Imagine it’s 1952, you’re a well off WASP, living with your unaware wife and children in an Edwardian house, you pretend to enjoy your life and believe you really like the new Queen, but at heart you just crave for fucking men. What do you do? You cruise. You cottage. You gag for it with any stranger who just wants to get his knees dirty. Never underestimate the capacity of sex for social-change. Remember Pasolini’s Teorema[iv] ? If that’s not a phenomenon then what is it?

Stuart’s Venice beach, a place where one could once get a blow-job, suntan and sunstroke at the same time is now abandoned. There’s no one left there. And I don’t mean the actual absence of men on the billboard. The institution of public sex-place is withering. The queer of today have joyfully deserted spots like this, instead choosing dating websites, naively trusting they are now civilized. Not quite. In this particular sense Stuart’s frequently voyeuristic art becomes more in the manner of an archivist.

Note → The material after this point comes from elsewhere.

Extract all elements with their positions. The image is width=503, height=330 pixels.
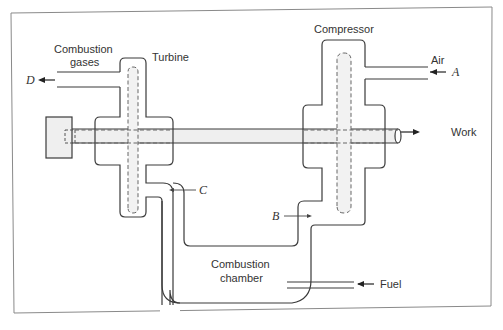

Most gay men now prefer to select and to be selected. They publicise themselves and their cocks like in some sort of advert. Many queers are now logged on dating websites harshly demolishing the frolicking pleasure of getting fucked in a local park. Now it’s just teens and twinks. Oldies and daddies. Muscle and leather. Categories. Sorts. Classes. Men voluntarily put themselves into groups of membership users like they have become products in the local ASDA.

This billboard however possesses a culture jamming factor. But I’m not going to write about the Billboard Liberation Front[v] because Stuart’s piece is not really about that. There is a certain reference though within his Bloc project heading in that direction. Culture jamming has been characterized as a form of public activism, generally in opposition to commercialism and the vectors of corporate image. This is one of the crucial shifts in the “shag me in the bushes movement” and of what has happened to it in recent years. It has become part of a corporate image. Today there is always someone getting his share from a human being willing to fuck. And I don’t mean a threesome. One pays. One may log in. One may browse.

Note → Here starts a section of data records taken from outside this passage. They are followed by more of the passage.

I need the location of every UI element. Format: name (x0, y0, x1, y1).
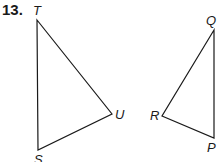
vertex-label-u: U (115, 108, 124, 121)
vertex-label-r: R (150, 109, 159, 122)
triangle-tus (37, 20, 112, 150)
vertex-label-t: T (33, 4, 41, 17)
triangles-diagram (0, 0, 222, 162)
vertex-label-p: P (207, 141, 216, 154)
triangle-qrp (162, 30, 214, 138)
vertex-label-s: S (34, 153, 43, 162)
vertex-label-q: Q (206, 14, 216, 27)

I’m sure Stuart is utterly happy showing you a billboard that sells nothing. Just nostalgia. At least that’s what comes for free. His work is just like looking back in time. Like re- visiting the house you were born in all those years ago. It looks the same but there’s something different. Something is lost.

NOTES

[i]Dean Sameshima, Wonderland, 1996/97
[ii] There are a number of Polari used in this text. Polari was a form of cant slang used in the gay subculture in Britain where it was used to disguise homosexual activity from potentially hostile outsiders. There is some debate about how it originated. http://en.wikipedia.org/wiki/Polari
[iii] Justin Chin, Bite Hard (Manic D Press), 1997
[iv]Pier Paolo Pasolini, Theorem (Teorema), 1968. Terence Stamp plays a mysterious figure who appears in the lives of a typical bourgeois Italian family. He engages in sexual affairs with all members of the household: the devoutly religious maid, the sensitive son, the sexually repressed mother, the timid daughter and, finally, the tormented father. The stranger gives unstintingly of himself, asking nothing in return. Then one day he leaves, as suddenly and mysteriously as he came. Unable to endure the void in their lives, the mother becomes a nymphomaniac, the son an artist, the daughter a catatonic and the father a sexual prowler. The servant, on the other hand, appears in the last scene casually performing a miracle. On its release, the religious right and the Vatican criticized the film’s sexual content. The Left considered it “ambiguous” and “visionary”.
[v]The Billboard Liberation Front is a group of “culture jammers” devoted to ‘improving’ billboards by changing key words to radically alter the message, often to an anti- corporate message.